Wednesday, June 4, 2025

My Review of Ron Chernow's "Mark Twain"

 American Original

 

He came into this world with Haley’s Comet (1835), and he left this world with Haley’s Comet (1910), and for a time his star shined brighter than the brightest stars in heaven. In his encyclopedic study of Mark Twain’s life, biographer Ron Chernow follows Twain from the backwater town of his birth, Hannibal, Missouri, to his being feted by the crowned heads of Europe.

 

Born Samuel Clemens from a family of modest means, Twain was a troublemaking kid in his hometown. He rises from being a printer’s devil to holding a highly lucrative job as pilot on the Mississippi River. Twain’s life on and near the Mississippi became the backdrop for his most famous works. His piloting job ended with the start of the Civil War and for a fleeting time he serves in the confederate militia. Recall that Missouri was a slave state and Twain was part of the culture.

 

One of my criticisms of Chernow is that he applies 21st century mores to 19th century America. He should remember Genesis 6:9 “Noah was a righteous man; he was blameless in his age.” So too was Mark Twain and Chernow traces his evolution from supporting slavery to becoming a supporter of civil rights for women, African Americans, and his opposition to antisemitism.

 

Twain leaves Missouri for Nevada and then California by working as a reporter. His breakout work “The Celebrated Jumping Frog of Calaveras County” established his reputation as a humorist and writer and leads him to the lecture circuit where his reputation for exaggeration became widely known and appreciated.

 

From there it is onward and upward. He travels abroad and coins the phrase “Gilded Age,” and as a result of a trip abroad he meets through her brother Olivia Langdon and marries her. Langdon is the heiress to a coal mining fortune and the couple sets up housekeeping in her home in Elmira, New York. It is from there that Twain writes “Tom Sawyer” and later “Huckleberry Finn.” Those two works give him a worldwide reputation and travels and lives abroad for many years using Hartford, Connecticut as his base. Unfortunately, Olivia was never in the best of health and his three daughters all die young.

 

Wherever he traveled Twain was treated as a conquering hero, especially in Germany and England. He meets all of the movers and shakers at home and abroad, including Woodrow Wilson Theodore Roosevelt, Nikolai Tesla, and Kaiser Wilhelm II. His political views evolve from being a Southern Unionist, to being a staunch Republican, to being a “mugwump” reformer and later in life he adopts a strongly anti-imperialist worldview. Despite being critical of Theodore Roosevelt, he enlisted his aid in extending the time period for copyrights for the benefit of his heirs.

 

Chernow goes into great detail about Twain’s failed investments in publishing and a linotype machine. In the 1890’s he actually went bankrupt, but he was rescued by Henry Morgan, a Rockefeller partner in Standard Oil. Although Twain sympathized with the downtrodden, his personal lifestyle took on many of the aspects of the gilded age.

 

My primary criticism of the book is its length.  It is 1196 pages including footnotes; way too long, maybe 200 pages too long. Towards the end it became a slog to read.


- [Work request]: Using the records below, output the stretch that opens with the line containing "The height and width of the screenshot is (725, 1487)." and closes with the line containing "The image size is (687, 684).", exactly and including both lines, with nothing more.

Pixel coordinate grounding data
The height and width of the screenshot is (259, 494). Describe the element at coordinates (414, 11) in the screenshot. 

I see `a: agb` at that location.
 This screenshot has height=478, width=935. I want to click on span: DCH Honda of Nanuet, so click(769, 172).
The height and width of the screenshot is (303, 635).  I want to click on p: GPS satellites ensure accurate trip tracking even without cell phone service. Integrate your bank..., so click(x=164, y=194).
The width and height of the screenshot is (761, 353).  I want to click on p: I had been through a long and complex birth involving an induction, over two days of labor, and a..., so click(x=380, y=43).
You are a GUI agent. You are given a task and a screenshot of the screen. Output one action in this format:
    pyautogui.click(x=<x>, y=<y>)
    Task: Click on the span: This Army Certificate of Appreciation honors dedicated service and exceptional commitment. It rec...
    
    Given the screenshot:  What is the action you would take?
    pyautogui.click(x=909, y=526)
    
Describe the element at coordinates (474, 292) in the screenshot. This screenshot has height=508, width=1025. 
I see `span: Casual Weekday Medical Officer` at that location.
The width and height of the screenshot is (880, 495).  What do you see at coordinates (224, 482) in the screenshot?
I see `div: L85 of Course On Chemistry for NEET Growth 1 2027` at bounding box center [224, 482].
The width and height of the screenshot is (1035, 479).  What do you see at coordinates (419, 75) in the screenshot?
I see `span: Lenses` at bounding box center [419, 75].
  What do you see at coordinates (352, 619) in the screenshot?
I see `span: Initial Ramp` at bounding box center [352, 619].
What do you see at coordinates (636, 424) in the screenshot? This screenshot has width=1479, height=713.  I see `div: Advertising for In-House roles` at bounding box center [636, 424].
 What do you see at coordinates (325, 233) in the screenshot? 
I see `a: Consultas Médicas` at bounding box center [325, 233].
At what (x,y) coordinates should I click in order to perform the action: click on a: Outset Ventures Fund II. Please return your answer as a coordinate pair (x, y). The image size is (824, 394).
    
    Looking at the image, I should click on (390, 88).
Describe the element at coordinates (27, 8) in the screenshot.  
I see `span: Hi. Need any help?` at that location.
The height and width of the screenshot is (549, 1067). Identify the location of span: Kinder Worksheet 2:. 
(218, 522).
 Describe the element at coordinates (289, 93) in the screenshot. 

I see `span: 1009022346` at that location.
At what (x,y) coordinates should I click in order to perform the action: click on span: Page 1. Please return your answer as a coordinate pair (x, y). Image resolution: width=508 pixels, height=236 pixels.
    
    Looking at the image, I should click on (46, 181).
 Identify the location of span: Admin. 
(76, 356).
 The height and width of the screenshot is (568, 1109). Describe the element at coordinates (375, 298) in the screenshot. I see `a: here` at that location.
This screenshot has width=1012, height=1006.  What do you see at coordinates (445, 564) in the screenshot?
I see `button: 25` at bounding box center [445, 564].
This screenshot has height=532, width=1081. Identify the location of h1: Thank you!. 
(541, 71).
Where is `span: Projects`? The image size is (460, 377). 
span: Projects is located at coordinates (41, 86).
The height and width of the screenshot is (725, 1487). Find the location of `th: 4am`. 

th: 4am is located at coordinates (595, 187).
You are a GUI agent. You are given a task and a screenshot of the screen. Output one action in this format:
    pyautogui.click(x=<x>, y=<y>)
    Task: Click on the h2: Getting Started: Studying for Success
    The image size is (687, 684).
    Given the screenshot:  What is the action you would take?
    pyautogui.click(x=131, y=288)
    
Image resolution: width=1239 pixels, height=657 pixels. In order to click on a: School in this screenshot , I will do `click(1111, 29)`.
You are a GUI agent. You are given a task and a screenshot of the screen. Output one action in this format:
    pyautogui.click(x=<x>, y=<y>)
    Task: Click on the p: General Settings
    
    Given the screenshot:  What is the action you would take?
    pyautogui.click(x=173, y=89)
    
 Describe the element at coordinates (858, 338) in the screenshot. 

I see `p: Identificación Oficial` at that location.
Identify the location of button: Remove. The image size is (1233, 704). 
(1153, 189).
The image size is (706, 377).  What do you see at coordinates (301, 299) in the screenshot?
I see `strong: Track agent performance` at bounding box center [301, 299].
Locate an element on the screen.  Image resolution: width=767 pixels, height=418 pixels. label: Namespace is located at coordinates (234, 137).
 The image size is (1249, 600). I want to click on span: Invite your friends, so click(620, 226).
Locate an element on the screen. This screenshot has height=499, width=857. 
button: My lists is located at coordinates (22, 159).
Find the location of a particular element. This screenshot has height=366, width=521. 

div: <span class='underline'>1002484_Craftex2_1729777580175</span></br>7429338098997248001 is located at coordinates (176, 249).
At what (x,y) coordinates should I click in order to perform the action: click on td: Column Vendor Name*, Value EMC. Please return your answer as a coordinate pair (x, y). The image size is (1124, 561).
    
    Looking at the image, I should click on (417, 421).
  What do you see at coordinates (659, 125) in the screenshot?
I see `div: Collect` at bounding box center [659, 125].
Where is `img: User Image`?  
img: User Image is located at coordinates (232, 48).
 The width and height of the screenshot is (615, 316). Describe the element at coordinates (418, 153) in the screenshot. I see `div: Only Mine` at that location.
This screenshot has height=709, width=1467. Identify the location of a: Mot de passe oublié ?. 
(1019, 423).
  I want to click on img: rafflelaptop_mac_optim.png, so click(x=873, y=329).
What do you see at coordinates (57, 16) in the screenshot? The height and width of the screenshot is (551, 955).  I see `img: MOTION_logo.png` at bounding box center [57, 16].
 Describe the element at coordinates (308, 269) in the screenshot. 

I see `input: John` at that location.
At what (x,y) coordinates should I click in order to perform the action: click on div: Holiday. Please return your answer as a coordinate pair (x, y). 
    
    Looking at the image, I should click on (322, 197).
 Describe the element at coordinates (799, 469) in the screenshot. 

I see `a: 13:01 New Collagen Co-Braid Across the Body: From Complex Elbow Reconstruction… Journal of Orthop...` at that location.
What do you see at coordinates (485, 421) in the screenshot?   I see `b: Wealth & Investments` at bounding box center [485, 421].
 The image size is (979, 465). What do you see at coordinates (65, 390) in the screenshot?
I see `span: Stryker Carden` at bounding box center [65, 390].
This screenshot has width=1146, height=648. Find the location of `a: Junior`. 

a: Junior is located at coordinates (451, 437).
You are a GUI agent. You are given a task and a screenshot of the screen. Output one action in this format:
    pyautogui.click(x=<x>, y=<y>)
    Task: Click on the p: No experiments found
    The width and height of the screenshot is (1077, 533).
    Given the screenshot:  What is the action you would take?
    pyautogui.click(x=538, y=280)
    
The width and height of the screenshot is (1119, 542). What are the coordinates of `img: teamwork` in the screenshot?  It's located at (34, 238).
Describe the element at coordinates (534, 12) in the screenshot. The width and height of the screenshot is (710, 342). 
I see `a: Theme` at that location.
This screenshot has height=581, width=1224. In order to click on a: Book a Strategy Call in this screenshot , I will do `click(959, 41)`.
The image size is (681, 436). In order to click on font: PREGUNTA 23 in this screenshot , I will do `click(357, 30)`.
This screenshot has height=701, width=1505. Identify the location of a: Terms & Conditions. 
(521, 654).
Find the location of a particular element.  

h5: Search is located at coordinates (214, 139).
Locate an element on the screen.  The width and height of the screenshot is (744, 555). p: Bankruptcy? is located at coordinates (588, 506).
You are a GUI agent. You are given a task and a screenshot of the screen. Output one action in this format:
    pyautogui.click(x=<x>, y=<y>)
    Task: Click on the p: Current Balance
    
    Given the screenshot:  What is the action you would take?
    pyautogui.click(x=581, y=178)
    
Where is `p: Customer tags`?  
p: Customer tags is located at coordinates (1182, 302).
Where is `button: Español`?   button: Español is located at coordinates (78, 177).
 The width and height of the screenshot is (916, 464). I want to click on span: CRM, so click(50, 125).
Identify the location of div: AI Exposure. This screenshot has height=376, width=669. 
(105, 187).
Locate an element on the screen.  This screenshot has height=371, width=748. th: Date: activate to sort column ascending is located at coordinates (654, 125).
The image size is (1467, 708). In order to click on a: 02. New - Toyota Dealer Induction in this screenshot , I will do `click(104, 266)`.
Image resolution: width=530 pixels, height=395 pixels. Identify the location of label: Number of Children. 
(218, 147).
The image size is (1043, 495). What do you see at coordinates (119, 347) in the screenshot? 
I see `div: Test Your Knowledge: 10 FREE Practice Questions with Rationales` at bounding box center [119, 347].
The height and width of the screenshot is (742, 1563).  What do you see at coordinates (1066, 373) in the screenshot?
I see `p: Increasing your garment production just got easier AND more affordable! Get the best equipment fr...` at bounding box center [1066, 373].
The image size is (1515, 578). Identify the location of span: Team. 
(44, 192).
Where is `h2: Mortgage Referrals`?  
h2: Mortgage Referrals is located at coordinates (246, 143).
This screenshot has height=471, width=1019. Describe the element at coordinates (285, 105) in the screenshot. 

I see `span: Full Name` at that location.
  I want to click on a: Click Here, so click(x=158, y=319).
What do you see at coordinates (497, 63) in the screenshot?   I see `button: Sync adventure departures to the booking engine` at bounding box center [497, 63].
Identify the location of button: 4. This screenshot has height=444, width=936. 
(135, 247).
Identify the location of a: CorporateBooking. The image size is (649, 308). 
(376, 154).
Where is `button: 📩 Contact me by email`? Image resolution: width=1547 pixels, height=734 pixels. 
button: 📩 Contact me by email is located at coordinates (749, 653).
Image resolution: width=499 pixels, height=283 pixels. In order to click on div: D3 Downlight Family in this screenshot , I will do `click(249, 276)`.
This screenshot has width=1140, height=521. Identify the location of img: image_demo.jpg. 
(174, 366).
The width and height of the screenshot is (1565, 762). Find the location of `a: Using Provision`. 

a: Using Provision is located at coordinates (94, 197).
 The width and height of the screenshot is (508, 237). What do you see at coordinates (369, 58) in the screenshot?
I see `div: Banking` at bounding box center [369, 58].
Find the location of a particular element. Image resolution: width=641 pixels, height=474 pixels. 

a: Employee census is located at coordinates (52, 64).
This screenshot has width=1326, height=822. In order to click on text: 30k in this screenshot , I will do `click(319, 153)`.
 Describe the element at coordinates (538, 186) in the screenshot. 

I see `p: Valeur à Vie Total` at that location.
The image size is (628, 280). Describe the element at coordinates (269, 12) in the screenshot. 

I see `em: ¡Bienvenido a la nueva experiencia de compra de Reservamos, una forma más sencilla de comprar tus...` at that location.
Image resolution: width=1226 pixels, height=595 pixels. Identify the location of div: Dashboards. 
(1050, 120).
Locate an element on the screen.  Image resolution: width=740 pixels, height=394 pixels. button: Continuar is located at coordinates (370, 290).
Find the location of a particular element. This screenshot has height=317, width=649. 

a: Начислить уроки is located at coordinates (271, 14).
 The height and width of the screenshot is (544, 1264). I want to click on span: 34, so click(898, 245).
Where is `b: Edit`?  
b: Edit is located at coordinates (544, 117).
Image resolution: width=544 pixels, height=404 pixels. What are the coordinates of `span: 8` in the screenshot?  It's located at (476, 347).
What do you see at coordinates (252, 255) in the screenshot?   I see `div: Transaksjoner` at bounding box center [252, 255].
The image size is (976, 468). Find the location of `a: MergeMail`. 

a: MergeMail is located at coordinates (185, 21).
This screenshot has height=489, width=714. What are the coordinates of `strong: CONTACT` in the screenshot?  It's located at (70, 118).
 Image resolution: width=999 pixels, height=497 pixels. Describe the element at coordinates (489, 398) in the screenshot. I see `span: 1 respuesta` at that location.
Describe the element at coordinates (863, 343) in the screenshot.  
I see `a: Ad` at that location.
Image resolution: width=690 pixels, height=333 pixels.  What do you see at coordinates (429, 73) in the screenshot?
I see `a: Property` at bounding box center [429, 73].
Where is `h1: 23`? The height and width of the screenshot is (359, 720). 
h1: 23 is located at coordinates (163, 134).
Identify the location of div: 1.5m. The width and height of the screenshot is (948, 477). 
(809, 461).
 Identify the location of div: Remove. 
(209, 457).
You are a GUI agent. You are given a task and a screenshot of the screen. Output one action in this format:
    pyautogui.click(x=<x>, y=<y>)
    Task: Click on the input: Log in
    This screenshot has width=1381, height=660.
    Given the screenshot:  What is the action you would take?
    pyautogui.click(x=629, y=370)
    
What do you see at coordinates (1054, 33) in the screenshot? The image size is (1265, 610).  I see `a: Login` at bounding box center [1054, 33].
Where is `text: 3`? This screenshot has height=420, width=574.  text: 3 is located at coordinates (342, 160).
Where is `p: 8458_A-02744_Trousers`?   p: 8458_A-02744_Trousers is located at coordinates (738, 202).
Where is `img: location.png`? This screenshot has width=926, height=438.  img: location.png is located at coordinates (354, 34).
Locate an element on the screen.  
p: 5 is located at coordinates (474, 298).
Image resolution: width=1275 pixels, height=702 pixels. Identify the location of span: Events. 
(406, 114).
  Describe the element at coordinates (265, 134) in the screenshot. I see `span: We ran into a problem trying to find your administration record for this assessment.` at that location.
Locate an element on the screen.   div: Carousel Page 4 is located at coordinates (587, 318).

- [Answer section]:
The height and width of the screenshot is (725, 1487). Find the location of `th: 4am`. 

th: 4am is located at coordinates (595, 187).
You are a GUI agent. You are given a task and a screenshot of the screen. Output one action in this format:
    pyautogui.click(x=<x>, y=<y>)
    Task: Click on the h2: Getting Started: Studying for Success
    The image size is (687, 684).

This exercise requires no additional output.